Census: Hispanics Pass Blacks as Largest U.S. Minority Group

Hispanics have surged past blacks and now constitute the largest minority group in the United States, a status Latino leaders are sure to use to push for political and economic advances.

The Census Bureau released estimates Tuesday showing the Hispanic population rose 4.7 percent between April 2000 and July 2001, from 35.3 million to 37 million. During the same period, the non-Hispanic black population rose about 2 percent, from 35.5 million to 36.1 million.

"This is the first time that Hispanic number surpassed the black number," Census Bureau analyst Roberto Ramirez said Tuesday.

The data are part of the bureau's first statistics on race and ethnicity since results from the 2000 census were released nearly two years ago.

"This undoubtedly is a benchmark with powerful symbolic value," said Roberto Suro, director of the Pew Hispanic Center, a research group. "But it doesn't automatically translate into any tangible benefits for Latinos."

Due to high birth and immigration rates, the Hispanic population more than doubled during the 1990s, the 2000 census found. Many new arrivals were drawn by the booming U.S. economy and settled in areas in the South and Midwest that previously attracted few Latinos.

Democrats and Republicans, aware of the surge, have placed increased emphasis on attracting Hispanic voters.

Last year, the two top Democratic candidates for governor of Texas debated in Spanish. Also last year, the Republican National Committee began sending representatives to citizenship ceremonies to register Hispanic immigrants.

Cecilia Munoz, vice president at the National Council of La Raza, a Hispanic advocacy group, said politicians must do more than ask for support.

"The question is what they intend to do with that," she said. "Are they just going to offer platitudes in Spanish, or offer real public policy suggestions?"

Whites remain the largest single population group, numbering 199.3 million in July 2001, or nearly 70 percent of all U.S. residents, according to the Census Bureau.

Hispanics comprise 13 percent of the U.S. population, which grew to 284.8 million in July 2001. That's up from 35.3 million, or 12.5 percent of the country's 281.4 million residents in April 2000.

Blacks make up 12.7 percent of the population, up from 12.6 percent in April 2000. Asians are the next-largest minority group, at about 12.1 million, or 4 percent of U.S. residents.

Demographers have long forecast that Hispanics would surpass blacks because their birth and immigration rates are higher. Still, tabulating the population data by race and ethnicity is something of an inexact science because of the way the government categorizes people.

The process became even more confusing in 2000 after the Census Bureau allowed people to identify themselves by more than one race.

Hispanic refers to ethnicity rather than race, according to the government. The census form asks people to identify themselves by race and to say whether they are Hispanic or non-Hispanic.

About 1.1 million people in July 2001 were identified by the government as black and Hispanic, while 34.5 million said they were white and Hispanic.

The figure of 36.1 million blacks refers to those who are not Hispanic, just as the figure of 199.3 million whites does not include those who identified themselves as Hispanic and white.

The Associated Press has used the non-Hispanic population figures for blacks and whites since data from the 2000 census was released in April 2001.

Also Tuesday, the bureau released population estimates broken down by age. It found that the median age of the U.S. population -- the point at which half the population is younger and the other half older -- rose from 35.3 to 35.6.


◆ WHAT THE TASK ASKS:
Search the records for lines that contain the word "data". Copy them all.
Segment Start: ENTRIES SHOWN
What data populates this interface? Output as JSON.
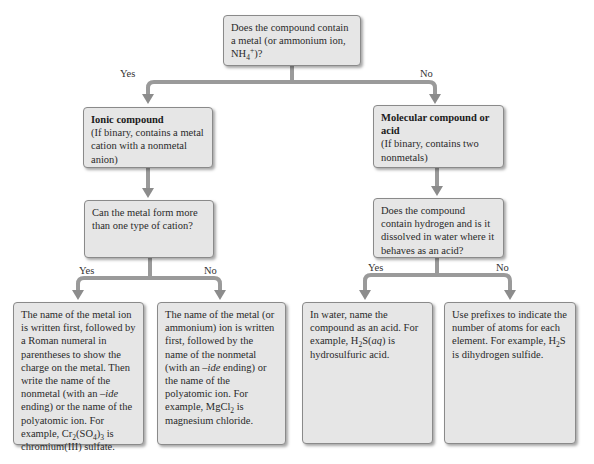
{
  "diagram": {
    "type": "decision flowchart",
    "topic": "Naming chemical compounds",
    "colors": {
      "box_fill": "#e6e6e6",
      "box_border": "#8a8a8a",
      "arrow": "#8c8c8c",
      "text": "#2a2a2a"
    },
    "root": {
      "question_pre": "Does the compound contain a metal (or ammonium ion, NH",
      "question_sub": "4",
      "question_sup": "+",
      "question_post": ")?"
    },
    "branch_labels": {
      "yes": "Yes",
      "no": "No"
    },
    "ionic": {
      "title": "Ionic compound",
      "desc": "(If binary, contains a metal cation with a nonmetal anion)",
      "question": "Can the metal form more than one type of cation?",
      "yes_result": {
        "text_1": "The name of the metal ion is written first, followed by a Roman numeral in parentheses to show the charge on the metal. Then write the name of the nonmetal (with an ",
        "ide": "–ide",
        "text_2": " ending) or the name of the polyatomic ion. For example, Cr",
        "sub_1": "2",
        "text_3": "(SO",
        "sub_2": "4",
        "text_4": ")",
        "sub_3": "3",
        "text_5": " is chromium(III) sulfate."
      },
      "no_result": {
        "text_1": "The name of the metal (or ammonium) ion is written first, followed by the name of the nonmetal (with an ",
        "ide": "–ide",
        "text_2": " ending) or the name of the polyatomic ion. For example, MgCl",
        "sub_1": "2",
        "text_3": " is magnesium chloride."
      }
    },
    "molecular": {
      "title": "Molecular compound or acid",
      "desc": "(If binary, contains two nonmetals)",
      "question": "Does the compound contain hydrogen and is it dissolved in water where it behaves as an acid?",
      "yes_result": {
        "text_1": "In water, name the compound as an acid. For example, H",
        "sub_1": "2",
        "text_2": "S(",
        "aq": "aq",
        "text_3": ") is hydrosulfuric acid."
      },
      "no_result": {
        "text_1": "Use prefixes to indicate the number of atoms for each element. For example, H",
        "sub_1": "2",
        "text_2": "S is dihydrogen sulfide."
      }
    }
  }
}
Segment End: ENTRIES SHOWN
Segment Start: ENTRIES SHOWN
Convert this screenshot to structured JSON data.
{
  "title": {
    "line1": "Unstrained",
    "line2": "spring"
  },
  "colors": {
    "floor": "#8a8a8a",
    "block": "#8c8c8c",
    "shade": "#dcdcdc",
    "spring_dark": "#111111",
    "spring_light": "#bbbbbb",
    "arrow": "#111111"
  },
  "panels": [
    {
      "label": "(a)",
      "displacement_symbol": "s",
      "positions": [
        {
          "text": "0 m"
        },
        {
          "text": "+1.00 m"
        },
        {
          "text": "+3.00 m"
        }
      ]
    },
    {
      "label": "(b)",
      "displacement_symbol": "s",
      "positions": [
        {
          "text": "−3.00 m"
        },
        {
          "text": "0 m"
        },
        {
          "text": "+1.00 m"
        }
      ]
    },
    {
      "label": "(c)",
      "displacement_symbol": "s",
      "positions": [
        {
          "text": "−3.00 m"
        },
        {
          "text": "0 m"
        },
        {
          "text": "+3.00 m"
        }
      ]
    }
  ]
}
Segment End: ENTRIES SHOWN
◆ WORKED SOLUTION:
What data populates this interface? Output as JSON.
Convert this screenshot to structured JSON data.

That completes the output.